Hi,
I have pretty much never used the terminal and barely know any UNIX commands apart from 'clear', 'cd' and 'ls' so bare with me
1. How do I navigate to a directory in the terminal using the 'cd' command is the destination directory has spaces in it. For instace, if on the desktop I have a directory called 'my pics' and I navigate to the desktop in the terminal and type 'cd' it list the above directory. If I then type:
I get an error as it says "-bash: cd my: No such file or directory". I'm obviously doing something very simply wrong but I don't know how to represent spaces in directories.
2. I am trying to write a simple app in REALbasic that will allow me to launch an app on my system with a passed file. For instance, I have a freeware Sega Genesis emulator (Genesis Plus) and I want to be able to pass to that emulator the rom to load. This shouldn't be hard to do via the terminal but are there commands for passing files to open to an application? If so, how would I go about this?
Thanks in advance,
MadDoc
I have pretty much never used the terminal and barely know any UNIX commands apart from 'clear', 'cd' and 'ls' so bare with me
1. How do I navigate to a directory in the terminal using the 'cd' command is the destination directory has spaces in it. For instace, if on the desktop I have a directory called 'my pics' and I navigate to the desktop in the terminal and type 'cd' it list the above directory. If I then type:
Code:
cd my pics
I get an error as it says "-bash: cd my: No such file or directory". I'm obviously doing something very simply wrong but I don't know how to represent spaces in directories.
2. I am trying to write a simple app in REALbasic that will allow me to launch an app on my system with a passed file. For instance, I have a freeware Sega Genesis emulator (Genesis Plus) and I want to be able to pass to that emulator the rom to load. This shouldn't be hard to do via the terminal but are there commands for passing files to open to an application? If so, how would I go about this?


_WHAT TO PRODUCE_
In the data below, how many lines include the string "Violet"? Give only the number.

_AVAILABLE RECORDS_
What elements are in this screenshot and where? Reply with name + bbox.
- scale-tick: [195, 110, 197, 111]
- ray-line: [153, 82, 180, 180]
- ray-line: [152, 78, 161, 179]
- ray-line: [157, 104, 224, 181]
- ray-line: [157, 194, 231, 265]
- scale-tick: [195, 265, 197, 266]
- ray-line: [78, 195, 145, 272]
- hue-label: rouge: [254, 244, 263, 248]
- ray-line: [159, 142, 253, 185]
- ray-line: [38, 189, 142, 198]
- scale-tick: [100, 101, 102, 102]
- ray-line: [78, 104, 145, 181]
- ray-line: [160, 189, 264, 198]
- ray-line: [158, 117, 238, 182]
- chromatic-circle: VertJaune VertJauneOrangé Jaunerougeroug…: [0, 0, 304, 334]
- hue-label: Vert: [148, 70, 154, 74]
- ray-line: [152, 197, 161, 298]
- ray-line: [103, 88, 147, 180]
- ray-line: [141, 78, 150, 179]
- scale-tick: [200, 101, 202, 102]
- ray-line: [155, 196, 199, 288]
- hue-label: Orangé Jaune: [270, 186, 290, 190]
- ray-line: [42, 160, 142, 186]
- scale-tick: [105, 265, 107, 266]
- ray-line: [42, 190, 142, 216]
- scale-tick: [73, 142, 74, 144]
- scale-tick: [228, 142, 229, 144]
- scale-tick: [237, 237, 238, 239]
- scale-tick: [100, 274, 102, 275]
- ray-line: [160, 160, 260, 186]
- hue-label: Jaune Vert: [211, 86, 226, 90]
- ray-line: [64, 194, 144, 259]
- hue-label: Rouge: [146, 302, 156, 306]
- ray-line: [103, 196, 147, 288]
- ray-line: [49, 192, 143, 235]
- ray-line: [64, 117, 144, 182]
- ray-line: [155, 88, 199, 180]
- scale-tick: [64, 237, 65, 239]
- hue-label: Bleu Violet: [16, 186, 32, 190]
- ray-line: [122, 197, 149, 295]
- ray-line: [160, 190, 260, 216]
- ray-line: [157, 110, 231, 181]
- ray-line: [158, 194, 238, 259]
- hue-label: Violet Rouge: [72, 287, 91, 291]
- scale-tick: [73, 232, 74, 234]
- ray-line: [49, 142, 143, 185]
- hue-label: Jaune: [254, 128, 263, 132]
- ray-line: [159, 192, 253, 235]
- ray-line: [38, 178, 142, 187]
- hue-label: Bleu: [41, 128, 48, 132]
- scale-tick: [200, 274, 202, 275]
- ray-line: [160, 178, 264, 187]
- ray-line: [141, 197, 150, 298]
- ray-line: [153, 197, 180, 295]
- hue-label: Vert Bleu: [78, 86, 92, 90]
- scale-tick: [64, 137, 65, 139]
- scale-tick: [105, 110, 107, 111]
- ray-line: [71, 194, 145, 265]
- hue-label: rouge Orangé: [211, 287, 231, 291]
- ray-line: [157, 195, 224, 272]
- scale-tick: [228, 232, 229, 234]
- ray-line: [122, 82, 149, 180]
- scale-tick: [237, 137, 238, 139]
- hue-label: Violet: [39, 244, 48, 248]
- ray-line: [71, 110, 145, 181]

_REPLY TO THE EXERCISE_
3